TWO councillors are locked in argument about how best to fight off plans for more than 100 new homes in a village.

A planning appeal has been held over proposals by Gladman Homes to build 118 homes off Wick Lane.

Both Tendring Council leader Neil Stock and his UKIP opponent Richard Everett are against the homes.

However, they are in battle over the best way to fight them.

Mr Stock says a new local plan - the blueprint for development - will lay out where homes can be built.

However, Mr Everett says he is fuelling speculative development.

Mr Everett says Tendring Council can already demonstrate a five year housing supply, which would make it harder for housing schemes to gain planning approval.

But Mr Stock disputes this saying the UKIP councillor’s opposition to Tendring’s Local Plan - the blueprint for development - is putting villages at risk.

He said settlements will be vulnerable to unwanted development without a local plan.

Both Mr Stock and Harwich and North Essex MP Bernard Jenkin oppose the plans for the new homes in Ardleigh, as does Tendring Council which rejected the scheme last summer.

Ardleigh villagers are also up in arms about the proposed new homes saying they will increase the size of the village by 40 per cent.

Mr Everett, who spoke at the planning appeal, said he fears the village will lose its battle against the proposed new homes because Tendring Council said it doesn’t have a five year housing supply, a claim he is contesting.

He said: “If the Local Plan committee, which Neil Stock is chairman of, voted for a five year housing supply the objectors would have a chance of winning.

“Without it, they do not have much likelihood of success.”

Mr Stock (Con), however, hit back at the claims and said Mr Everett “did not know what he was talking about”.

The council leader instead accused Mr Everett of placing settlements at risk of unwanted development.

He added: “He’s objected to and opposed the Local Plan at every opportunity.

“It seriously risks these applications being successful. It has been explained to Mr Everett on numerous occasions how planning works. He doesn’t understand.

Ian Blackford, vice-chairman of Ardleigh Action Group, said in his view, the Wick Lane scheme was “unsustainable”.

He said the village’s infrastructure could not cope with the extra homes which were also unwanted by residents.

He added: “Ardleigh doesn’t need a development which increases the village by 40 per cent.

“That’s a completely unacceptable and ridiculous proposition.”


Task instructions:
Lines containing the word "JSON" are to be copied from the data below.

Data to examine:

______

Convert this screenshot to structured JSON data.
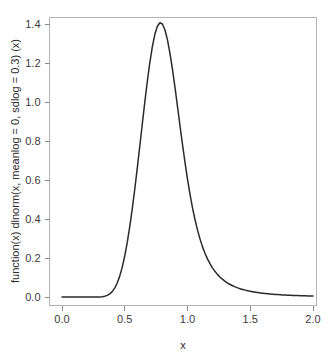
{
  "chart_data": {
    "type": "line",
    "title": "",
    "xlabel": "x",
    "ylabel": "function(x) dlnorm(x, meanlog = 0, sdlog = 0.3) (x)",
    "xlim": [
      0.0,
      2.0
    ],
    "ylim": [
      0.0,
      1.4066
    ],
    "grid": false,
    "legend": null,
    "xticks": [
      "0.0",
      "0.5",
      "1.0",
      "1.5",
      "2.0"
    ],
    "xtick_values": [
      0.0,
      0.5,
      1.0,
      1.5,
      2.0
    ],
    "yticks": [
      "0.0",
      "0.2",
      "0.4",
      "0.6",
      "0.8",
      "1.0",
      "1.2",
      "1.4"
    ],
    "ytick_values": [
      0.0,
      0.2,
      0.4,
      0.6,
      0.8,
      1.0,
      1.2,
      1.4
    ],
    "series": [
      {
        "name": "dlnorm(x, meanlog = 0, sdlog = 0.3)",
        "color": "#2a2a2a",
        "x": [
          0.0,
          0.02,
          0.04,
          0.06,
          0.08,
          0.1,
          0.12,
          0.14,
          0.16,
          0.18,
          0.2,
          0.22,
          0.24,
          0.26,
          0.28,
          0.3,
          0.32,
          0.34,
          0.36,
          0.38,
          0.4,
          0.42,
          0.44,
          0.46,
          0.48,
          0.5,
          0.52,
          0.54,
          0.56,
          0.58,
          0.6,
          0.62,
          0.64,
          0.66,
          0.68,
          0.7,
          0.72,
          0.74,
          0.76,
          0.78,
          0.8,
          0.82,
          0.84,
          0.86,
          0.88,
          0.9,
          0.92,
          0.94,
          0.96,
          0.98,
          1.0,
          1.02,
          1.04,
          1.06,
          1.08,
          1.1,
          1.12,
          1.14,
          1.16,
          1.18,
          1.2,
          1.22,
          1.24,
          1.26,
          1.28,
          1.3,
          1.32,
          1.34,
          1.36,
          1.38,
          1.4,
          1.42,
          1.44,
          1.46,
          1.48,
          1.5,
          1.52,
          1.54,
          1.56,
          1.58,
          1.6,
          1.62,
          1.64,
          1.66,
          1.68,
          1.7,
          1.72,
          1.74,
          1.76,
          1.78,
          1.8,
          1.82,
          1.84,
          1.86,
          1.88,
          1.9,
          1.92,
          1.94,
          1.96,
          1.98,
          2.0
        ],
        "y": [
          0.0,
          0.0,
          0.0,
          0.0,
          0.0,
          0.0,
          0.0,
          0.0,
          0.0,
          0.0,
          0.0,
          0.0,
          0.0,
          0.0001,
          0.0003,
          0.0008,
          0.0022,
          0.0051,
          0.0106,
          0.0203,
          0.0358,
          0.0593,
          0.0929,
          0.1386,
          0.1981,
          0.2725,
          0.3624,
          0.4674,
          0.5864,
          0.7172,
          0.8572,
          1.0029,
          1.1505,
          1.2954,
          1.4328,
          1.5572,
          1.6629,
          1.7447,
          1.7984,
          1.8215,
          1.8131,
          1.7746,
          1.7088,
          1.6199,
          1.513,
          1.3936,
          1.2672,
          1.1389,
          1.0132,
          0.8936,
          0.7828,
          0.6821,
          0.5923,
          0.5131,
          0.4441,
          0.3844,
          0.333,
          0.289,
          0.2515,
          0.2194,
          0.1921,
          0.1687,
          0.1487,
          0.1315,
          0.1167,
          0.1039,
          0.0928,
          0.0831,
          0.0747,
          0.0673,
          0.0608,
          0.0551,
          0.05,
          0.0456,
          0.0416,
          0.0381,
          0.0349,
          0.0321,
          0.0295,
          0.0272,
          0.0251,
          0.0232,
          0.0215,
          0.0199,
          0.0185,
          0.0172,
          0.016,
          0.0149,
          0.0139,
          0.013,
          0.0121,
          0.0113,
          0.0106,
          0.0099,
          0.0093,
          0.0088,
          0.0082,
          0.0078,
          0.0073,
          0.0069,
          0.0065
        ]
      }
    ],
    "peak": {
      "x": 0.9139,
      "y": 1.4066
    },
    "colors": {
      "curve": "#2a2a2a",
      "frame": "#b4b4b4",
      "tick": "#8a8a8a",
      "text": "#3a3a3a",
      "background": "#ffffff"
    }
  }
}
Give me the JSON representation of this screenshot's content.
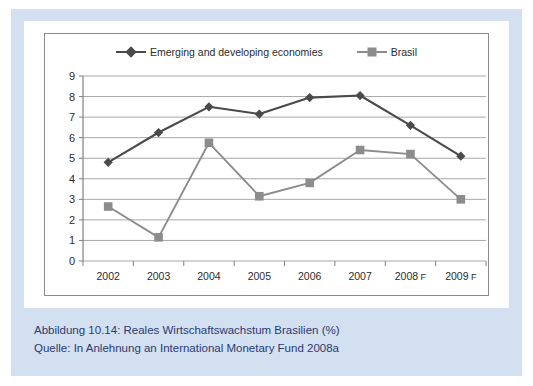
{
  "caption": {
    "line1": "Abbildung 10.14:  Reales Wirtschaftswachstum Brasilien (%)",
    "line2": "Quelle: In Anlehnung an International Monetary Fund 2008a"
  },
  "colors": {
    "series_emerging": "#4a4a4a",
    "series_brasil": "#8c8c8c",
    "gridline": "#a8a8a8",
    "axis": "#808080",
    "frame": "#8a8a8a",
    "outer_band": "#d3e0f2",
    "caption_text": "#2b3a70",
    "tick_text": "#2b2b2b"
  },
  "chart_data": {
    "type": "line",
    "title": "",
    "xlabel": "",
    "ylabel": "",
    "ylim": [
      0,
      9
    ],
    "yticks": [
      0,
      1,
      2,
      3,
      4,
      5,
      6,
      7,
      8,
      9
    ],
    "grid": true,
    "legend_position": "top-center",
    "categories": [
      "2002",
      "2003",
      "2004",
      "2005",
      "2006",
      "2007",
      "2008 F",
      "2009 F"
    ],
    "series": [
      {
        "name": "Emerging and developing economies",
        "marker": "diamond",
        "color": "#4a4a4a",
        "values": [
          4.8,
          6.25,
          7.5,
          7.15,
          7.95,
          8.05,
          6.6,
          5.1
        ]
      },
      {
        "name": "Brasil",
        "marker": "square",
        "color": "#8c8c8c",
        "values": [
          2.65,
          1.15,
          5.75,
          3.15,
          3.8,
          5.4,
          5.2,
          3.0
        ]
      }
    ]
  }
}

______

Solution to this task:
Convert this screenshot to structured JSON data.
Give me the JSON representation of this screenshot's content.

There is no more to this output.